Musical criticism has ceased to express the opinion of the Soviet public, the opinion of the people, and has become the mouthpiece of individual composers, Prompted by considerations of personal friendship, some music critics have supplanted objective criticism based on principle by servility and kowtowing to leaders of the musical worlds and make it a point to praise everything they produce.
All of this signifies that survivals of bourgeois ideology have not yet been overcome among part of the Soviet composers, and these survivals are being nurtured by the influence of present-day decadent West European and American music.
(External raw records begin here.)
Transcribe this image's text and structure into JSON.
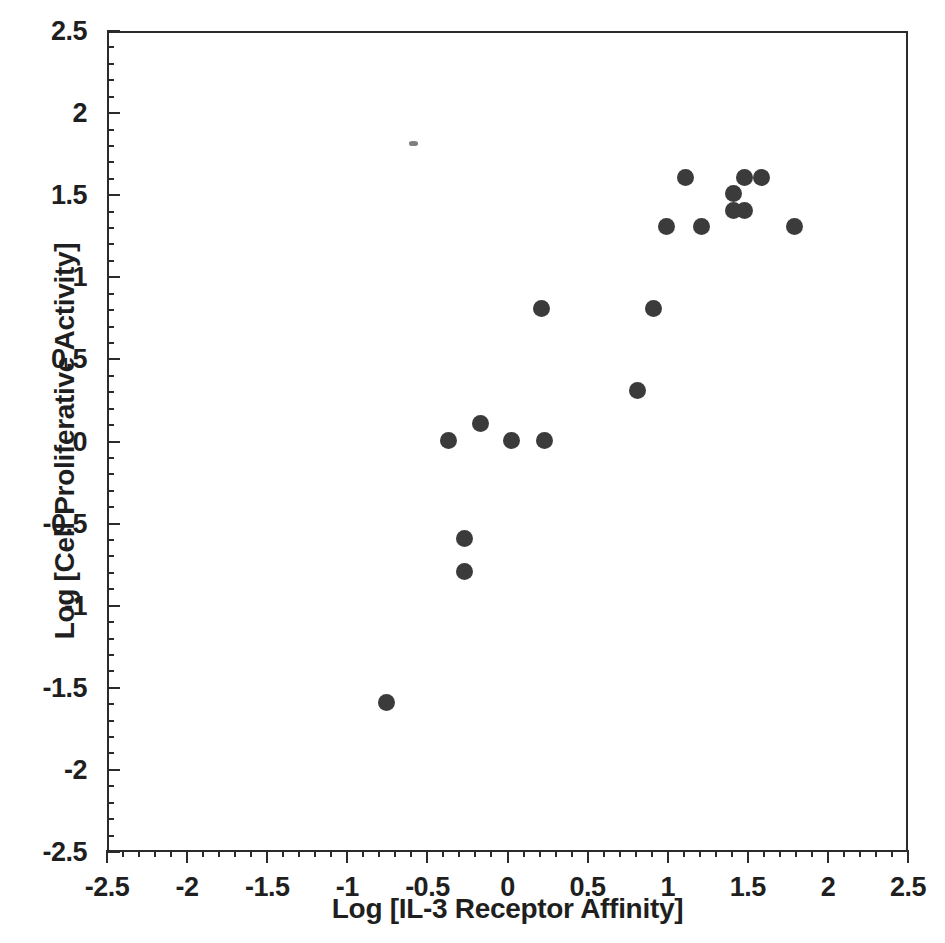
{
  "chart_data": {
    "type": "scatter",
    "title": "",
    "xlabel": "Log [IL-3 Receptor Affinity]",
    "ylabel": "Log [Cell Proliferative Activity]",
    "xlim": [
      -2.5,
      2.5
    ],
    "ylim": [
      -2.5,
      2.5
    ],
    "xticks": [
      -2.5,
      -2,
      -1.5,
      -1,
      -0.5,
      0,
      0.5,
      1,
      1.5,
      2,
      2.5
    ],
    "yticks": [
      -2.5,
      -2,
      -1.5,
      -1,
      -0.5,
      0,
      0.5,
      1,
      1.5,
      2,
      2.5
    ],
    "xtick_labels": [
      "-2.5",
      "-2",
      "-1.5",
      "-1",
      "-0.5",
      "0",
      "0.5",
      "1",
      "1.5",
      "2",
      "2.5"
    ],
    "ytick_labels": [
      "-2.5",
      "-2",
      "-1.5",
      "-1",
      "-0.5",
      "0",
      "0.5",
      "1",
      "1.5",
      "2",
      "2.5"
    ],
    "minor_tick_step": 0.1,
    "grid": false,
    "legend": null,
    "marker": {
      "shape": "circle",
      "color": "#3b3b3b",
      "size_px": 17
    },
    "series": [
      {
        "name": "IL-3 variants",
        "points": [
          {
            "x": -0.77,
            "y": -1.58
          },
          {
            "x": -0.28,
            "y": -0.78
          },
          {
            "x": -0.28,
            "y": -0.58
          },
          {
            "x": -0.38,
            "y": 0.02
          },
          {
            "x": -0.18,
            "y": 0.12
          },
          {
            "x": 0.01,
            "y": 0.02
          },
          {
            "x": 0.22,
            "y": 0.02
          },
          {
            "x": 0.2,
            "y": 0.82
          },
          {
            "x": 0.8,
            "y": 0.32
          },
          {
            "x": 0.9,
            "y": 0.82
          },
          {
            "x": 0.98,
            "y": 1.32
          },
          {
            "x": 1.1,
            "y": 1.62
          },
          {
            "x": 1.2,
            "y": 1.32
          },
          {
            "x": 1.4,
            "y": 1.52
          },
          {
            "x": 1.4,
            "y": 1.42
          },
          {
            "x": 1.47,
            "y": 1.42
          },
          {
            "x": 1.47,
            "y": 1.62
          },
          {
            "x": 1.57,
            "y": 1.62
          },
          {
            "x": 1.78,
            "y": 1.32
          }
        ]
      }
    ],
    "artifacts": [
      {
        "x": -0.6,
        "y": 1.83,
        "kind": "scan-speck"
      }
    ]
  }
}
The Central Committee holds that this unsatisfactory state of affairs on the Soviet music front is the result of the wrong policy pursued by the Committee on Arts of the Council of Ministers of the U.S.S.R. and by the Organization Committee of the Union of Soviet Composers.
The Committee on Arts (comrade Khrapchenko) and the Organization Committee of the Union of Soviet Composers (Comrade Khachaturyan) have not encouraged the realistic trend in Soviet music. The basic principles of this trend are the acceptance of the immense progressive role of the classical heritage, and in particular, of the traditions of the Russian school of music, the utilization of this heritage and its further development, the blending of high standards of idea-content with artistic perfection of musical form, fidelity and realism in music, its profound organic contact with the people and their music and song, and high professional skill coupled with simplicity and accessibility of musical compositions. Instead both bodies have, in effect, abetted the formalist trend, which is alien to the Soviet people.
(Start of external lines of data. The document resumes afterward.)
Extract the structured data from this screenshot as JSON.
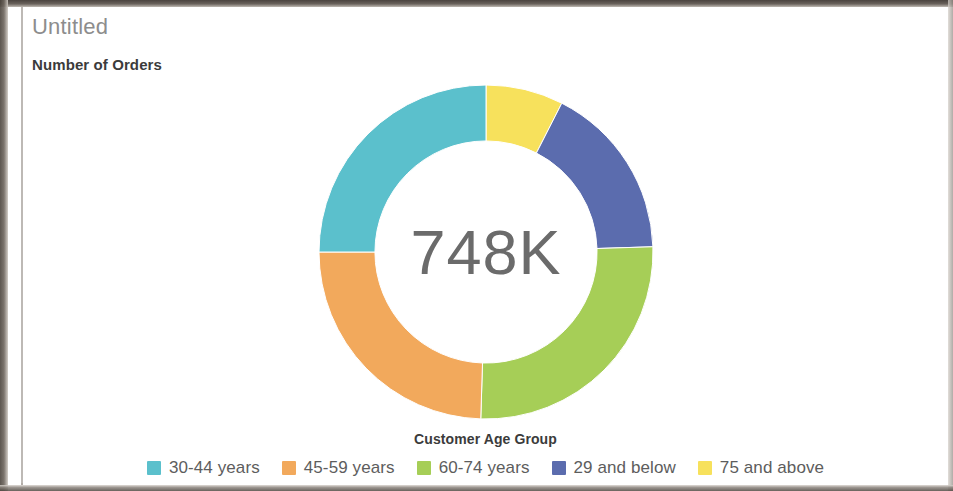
{
  "header": {
    "title": "Untitled",
    "subtitle": "Number of Orders"
  },
  "center": {
    "value": "748K"
  },
  "legend": {
    "title": "Customer Age Group",
    "items": [
      {
        "label": "30-44 years",
        "color": "#5BC0CC"
      },
      {
        "label": "45-59 years",
        "color": "#F2A95C"
      },
      {
        "label": "60-74 years",
        "color": "#A6CE57"
      },
      {
        "label": "29 and below",
        "color": "#5B6CAE"
      },
      {
        "label": "75 and above",
        "color": "#F7E15C"
      }
    ]
  },
  "chart_data": {
    "type": "pie",
    "variant": "donut",
    "title": "Untitled",
    "subtitle": "Number of Orders",
    "center_label": "748K",
    "total": 748000,
    "legend_title": "Customer Age Group",
    "legend_position": "bottom",
    "start_angle_deg": 0,
    "direction": "clockwise",
    "inner_radius_ratio": 0.665,
    "categories": [
      "75 and above",
      "29 and below",
      "60-74 years",
      "45-59 years",
      "30-44 years"
    ],
    "values": [
      7.5,
      17.0,
      26.0,
      24.5,
      25.0
    ],
    "unit": "percent",
    "slices": [
      {
        "label": "75 and above",
        "percent": 7.5,
        "color": "#F7E15C",
        "start_deg": 0,
        "end_deg": 27,
        "order": 1
      },
      {
        "label": "29 and below",
        "percent": 17.0,
        "color": "#5B6CAE",
        "start_deg": 27,
        "end_deg": 88.2,
        "order": 2
      },
      {
        "label": "60-74 years",
        "percent": 26.0,
        "color": "#A6CE57",
        "start_deg": 88.2,
        "end_deg": 181.8,
        "order": 3
      },
      {
        "label": "45-59 years",
        "percent": 24.5,
        "color": "#F2A95C",
        "start_deg": 181.8,
        "end_deg": 270,
        "order": 4
      },
      {
        "label": "30-44 years",
        "percent": 25.0,
        "color": "#5BC0CC",
        "start_deg": 270,
        "end_deg": 360,
        "order": 5
      }
    ],
    "xlabel": "",
    "ylabel": "",
    "grid": false
  }
}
The Organization Committee of the Union of Soviet Composers has become a tool of a group of formalist composers and has been turned into the principal breeding centre of formalistic distortions. A stale, stuffy atmosphere prevails in the Organization Committee. There is no creative discussion; the leading officials of the Committee and the music critics grouped around them shower lavish praise on anti-realistic and modernistic productions that deserve no support, and regard as second rate, pass over and treat with contempt all compositions of a realistic character which endeavour to continue and develop the classical heritage. The very composers who pride themselves on their ‘innovation’ and ‘super-revolutionism’ in music come out in the Organization Committee in support of the most hidebound conservatism and are disdainfully intolerant of even the slightest criticism.
In the view of the Central Committee, this state of affairs, and the attitude to the tasks of Soviet music which has taken shape in the Committee on Arts and in the Organization Committee of the Union of Soviet Composers, can no longer be tolerated, for they are detrimental to the development of Soviet music. The cultural requirements and artistic tastes of the Soviet people have grown immensely in these past years. The Soviet people expect their composers to produce music of high ideological and technical standards in all genres–opera, symphony, choral music, popular song and dance music. In our country composers enjoy unlimited opportunities for creative work, all the conditions have been furnished for a real efflorescence of musical culture. Soviet composers have audiences unknown to any composer in the past. It would be unforgivable indeed for composers not to avail themselves of these immense opportunities and to fail to direct their creative efforts along the correct path of realism.